======== Data for this exercise

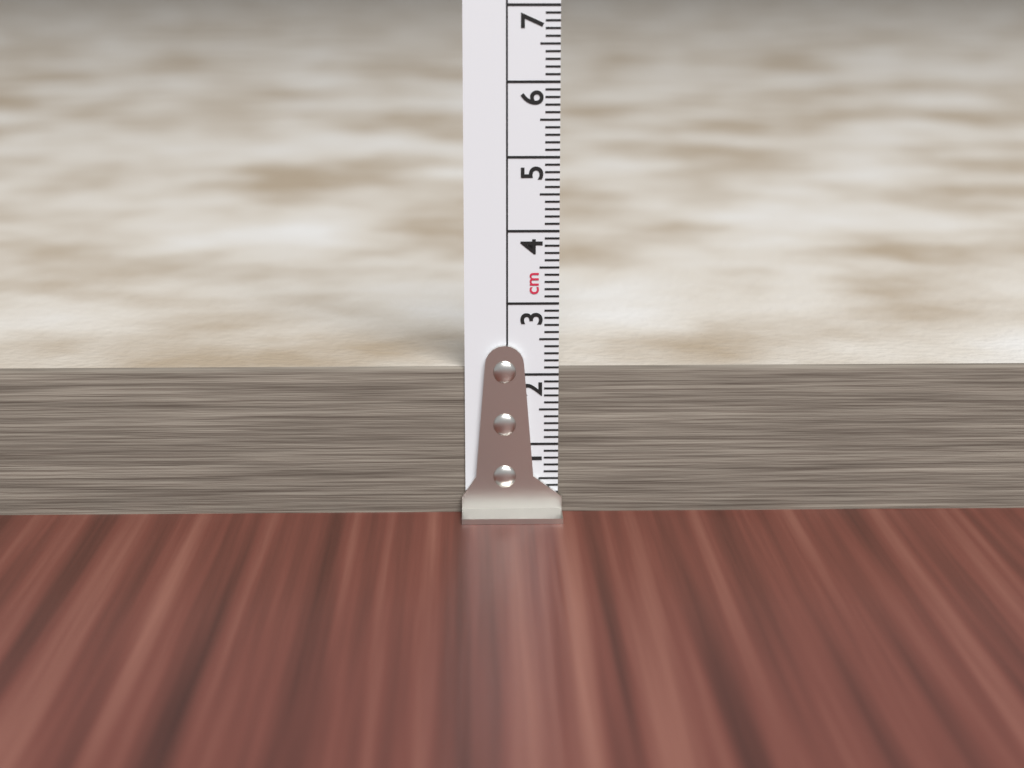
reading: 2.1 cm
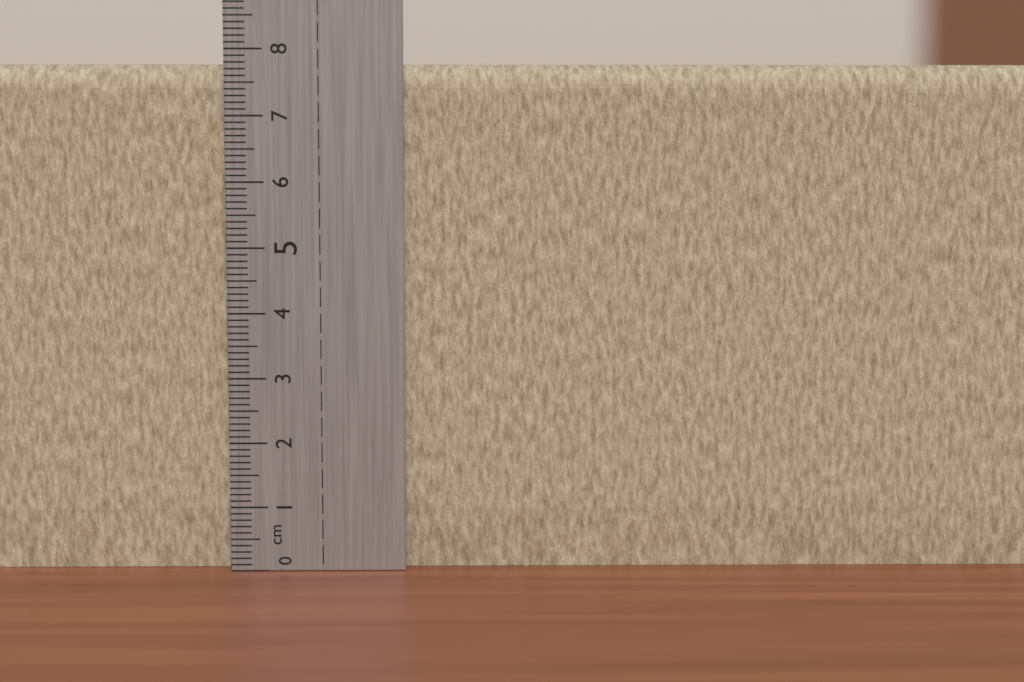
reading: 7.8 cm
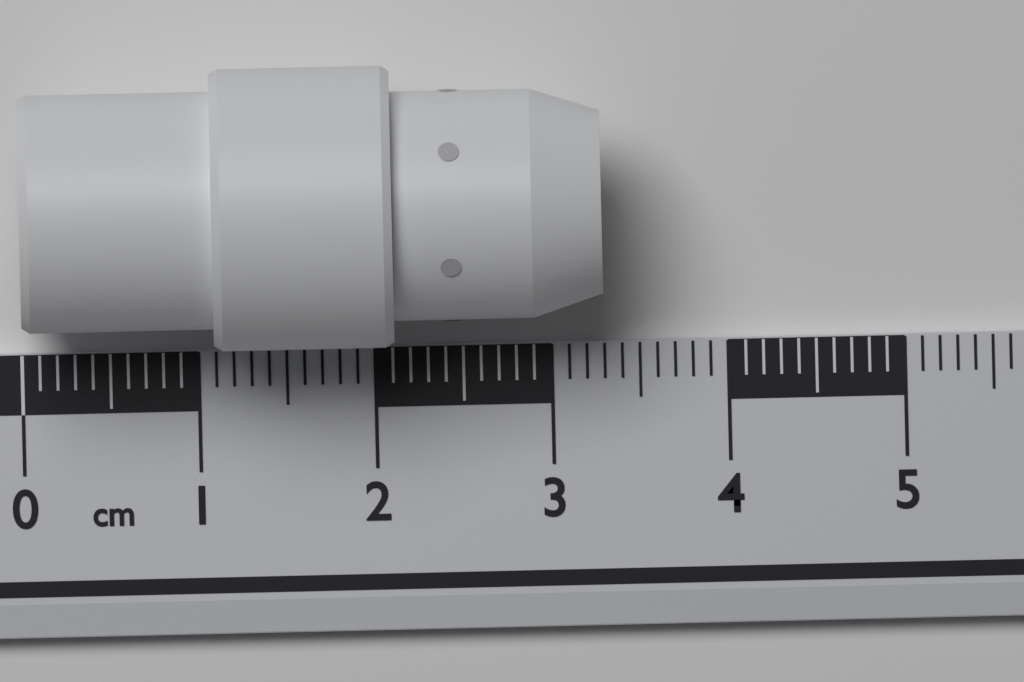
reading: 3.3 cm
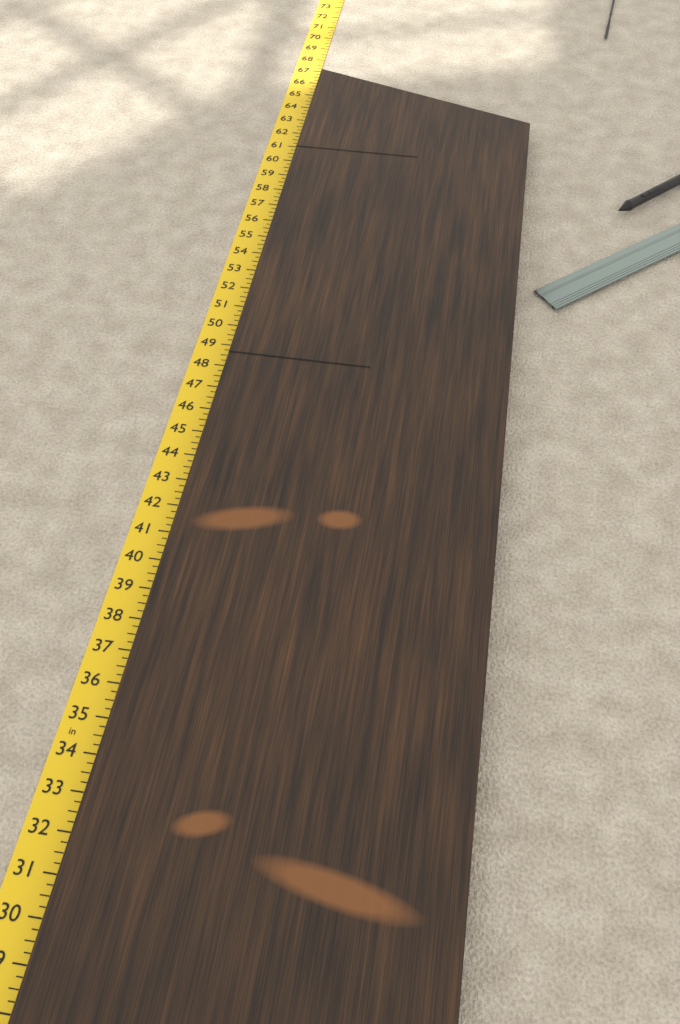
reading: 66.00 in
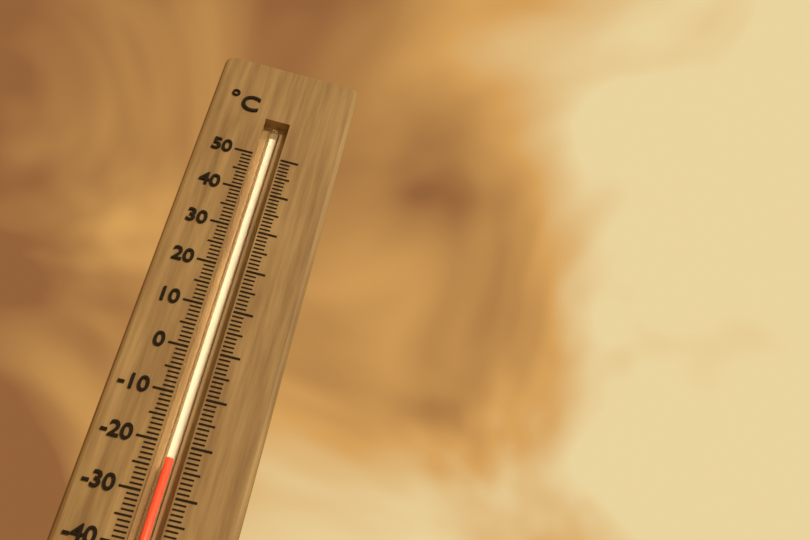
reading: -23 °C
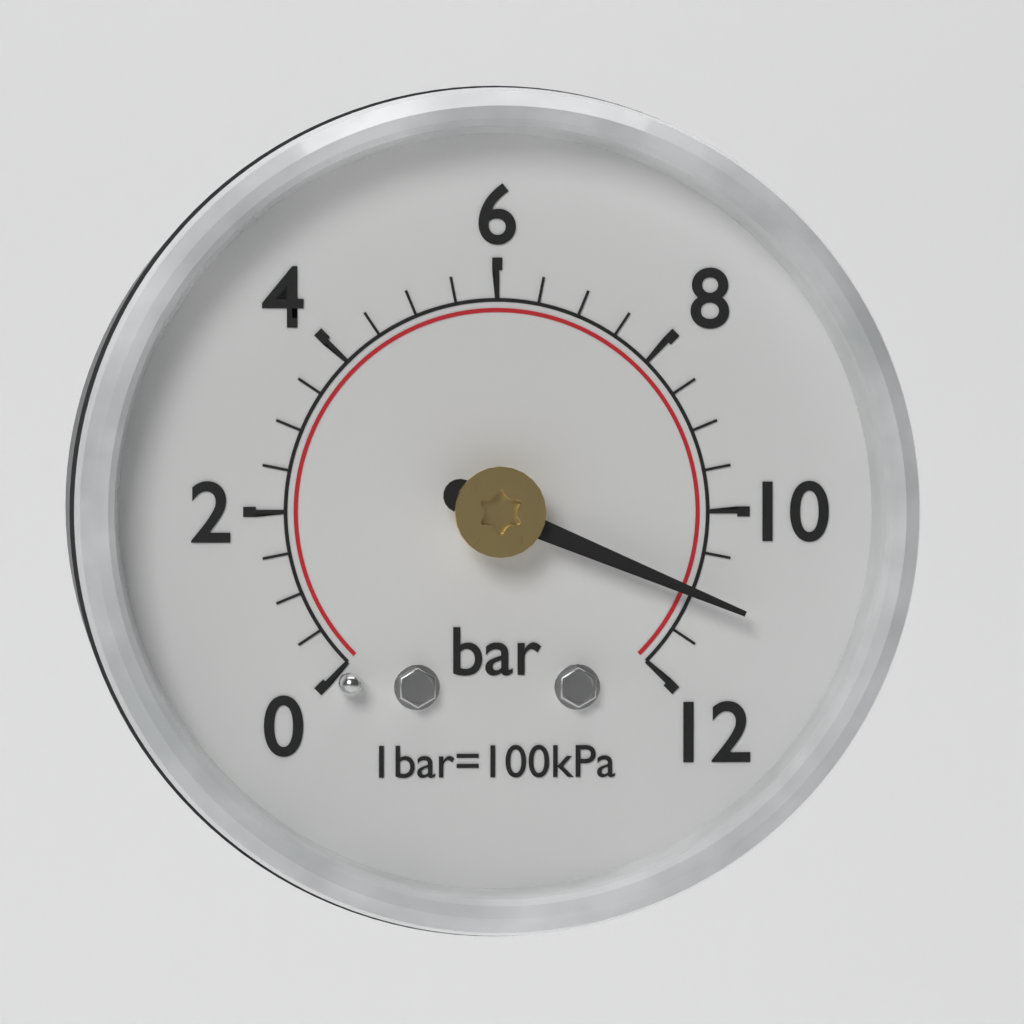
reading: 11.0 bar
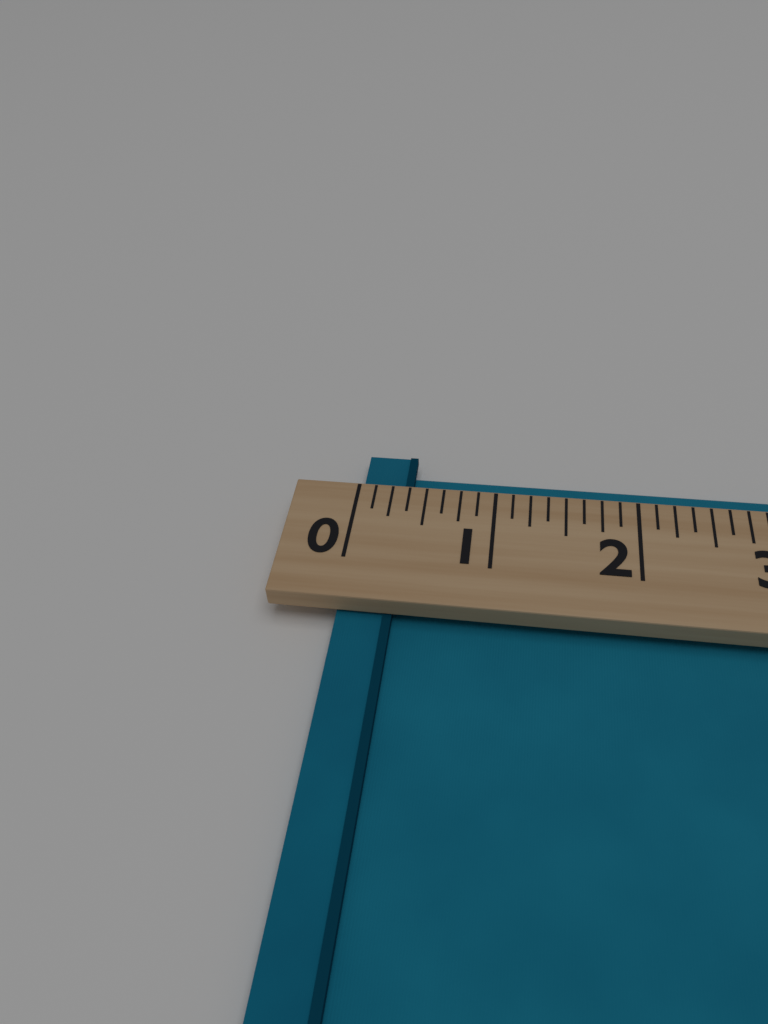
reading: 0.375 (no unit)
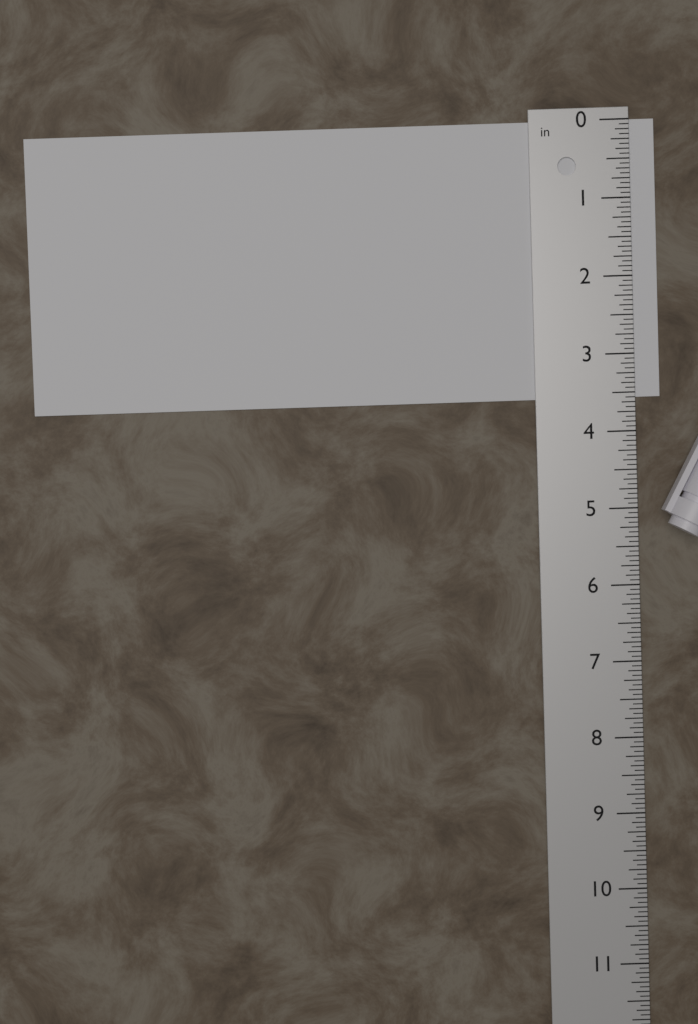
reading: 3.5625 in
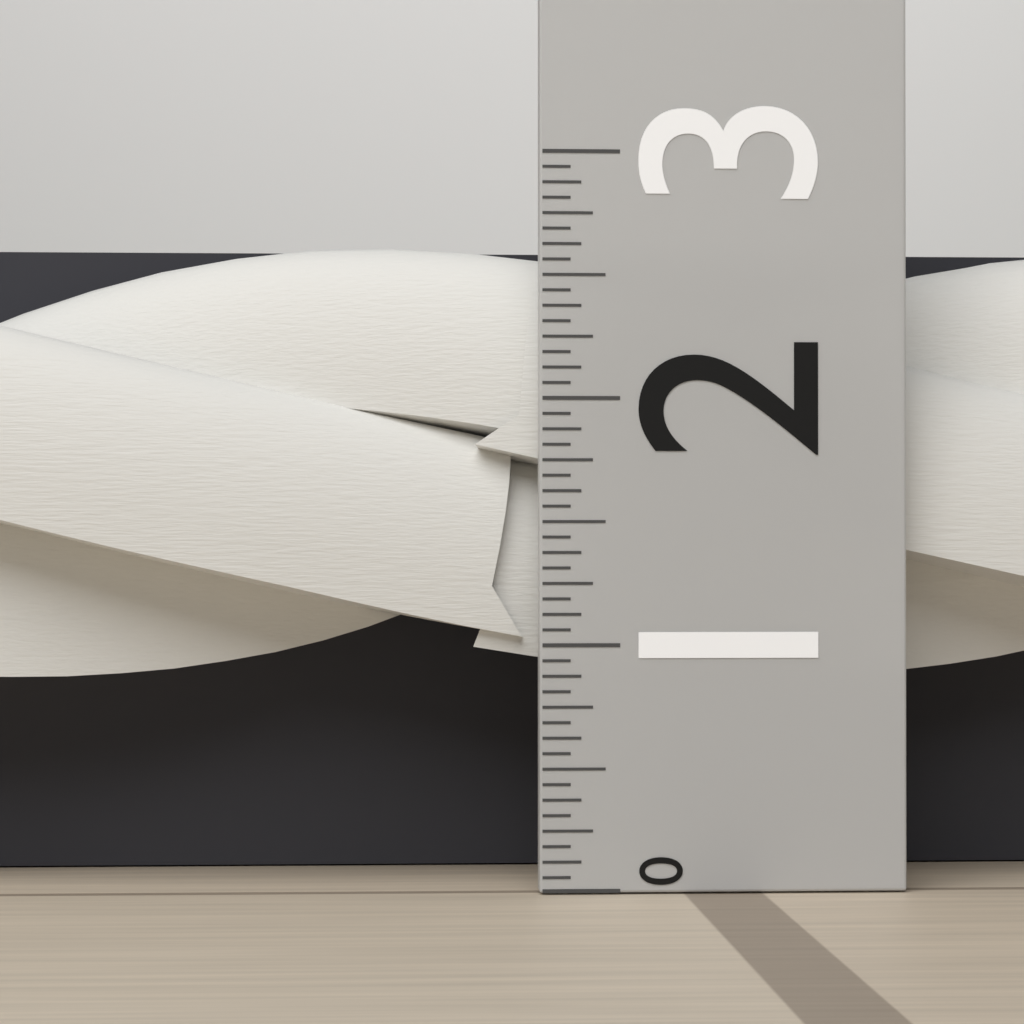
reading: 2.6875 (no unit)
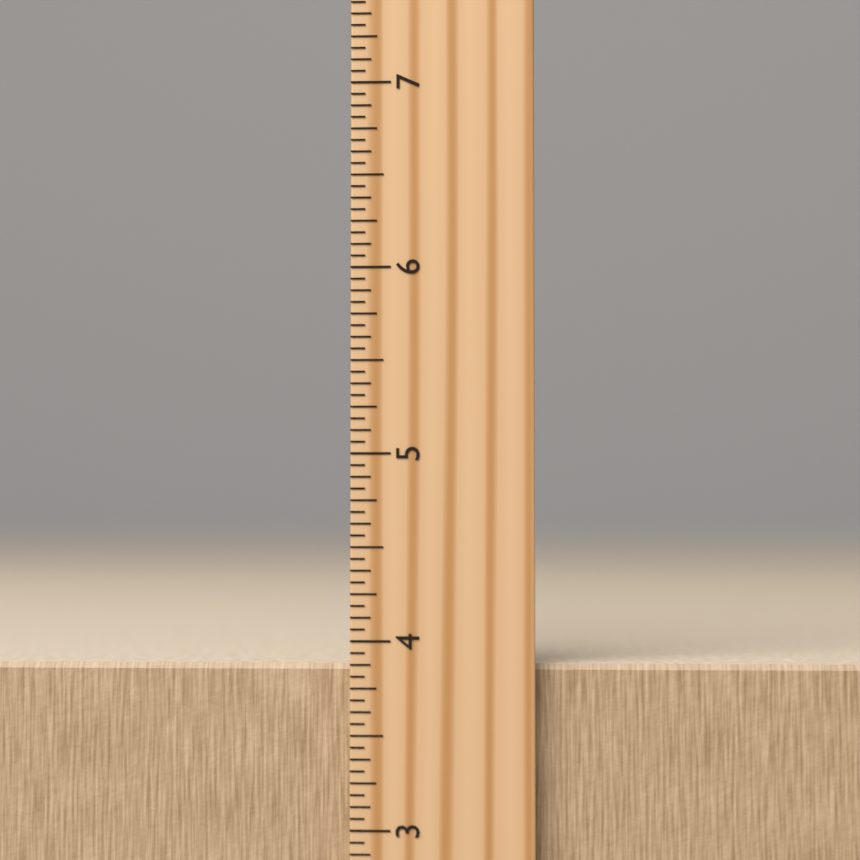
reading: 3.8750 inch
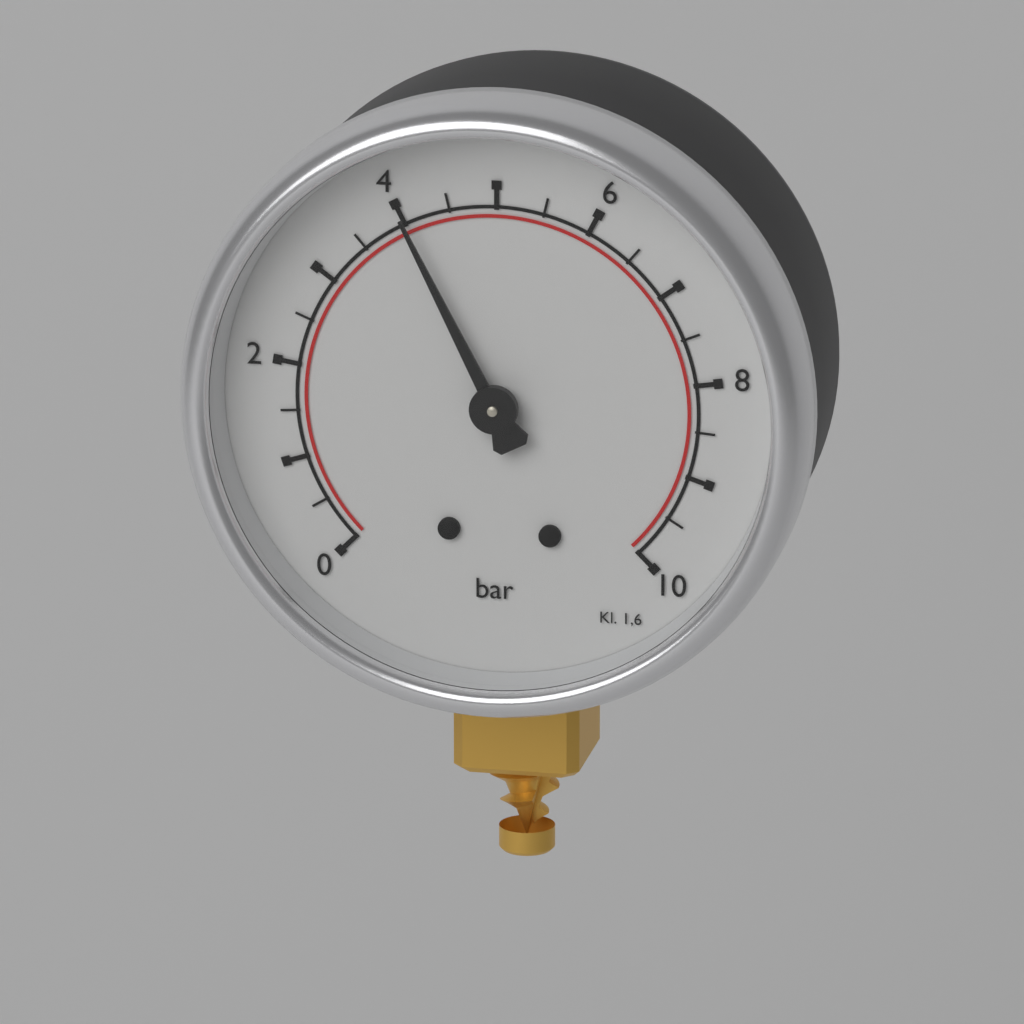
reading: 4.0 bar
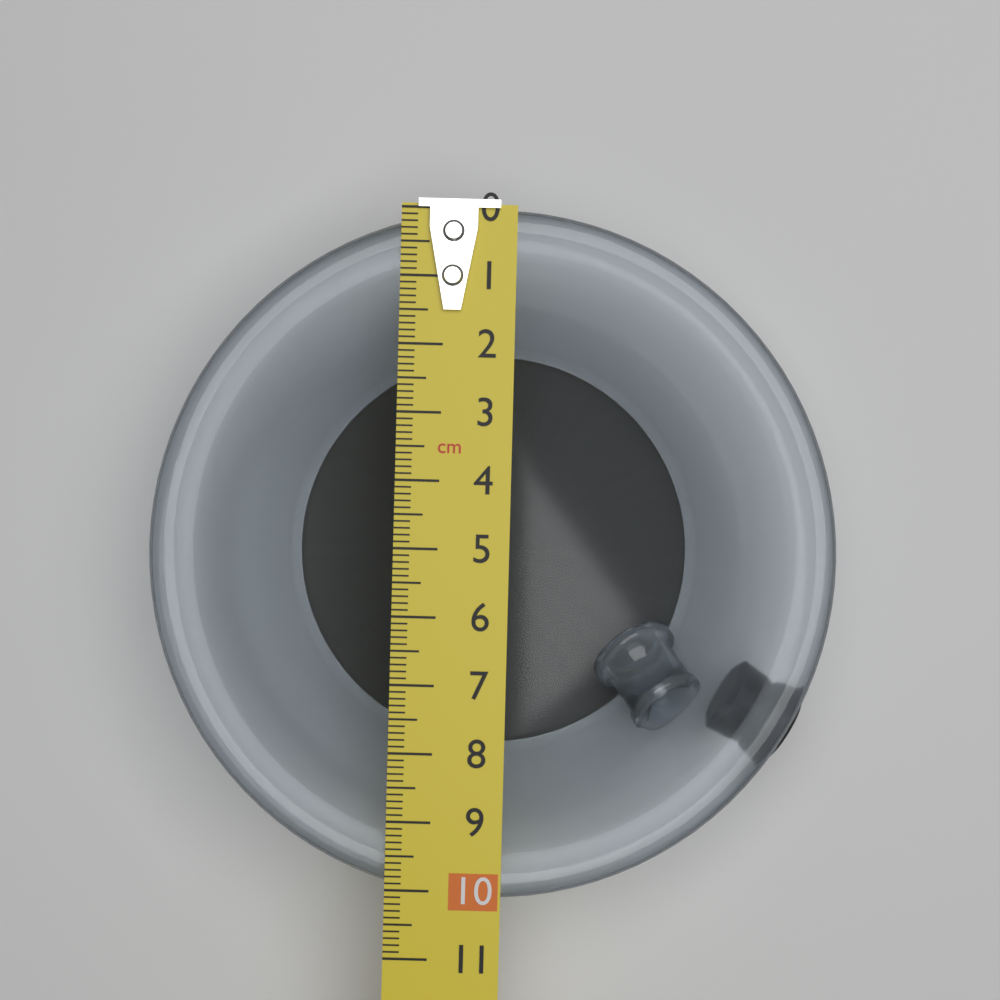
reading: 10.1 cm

================

Task to carry out
Copy out all of the data word for word. Do not carry over any picture.

Task response
reading: 2.1 cm
reading: 7.8 cm
reading: 3.3 cm
reading: 66.00 in
reading: -23 °C
reading: 11.0 bar
reading: 0.375 (no unit)
reading: 3.5625 in
reading: 2.6875 (no unit)
reading: 3.8750 inch
reading: 4.0 bar
reading: 10.1 cm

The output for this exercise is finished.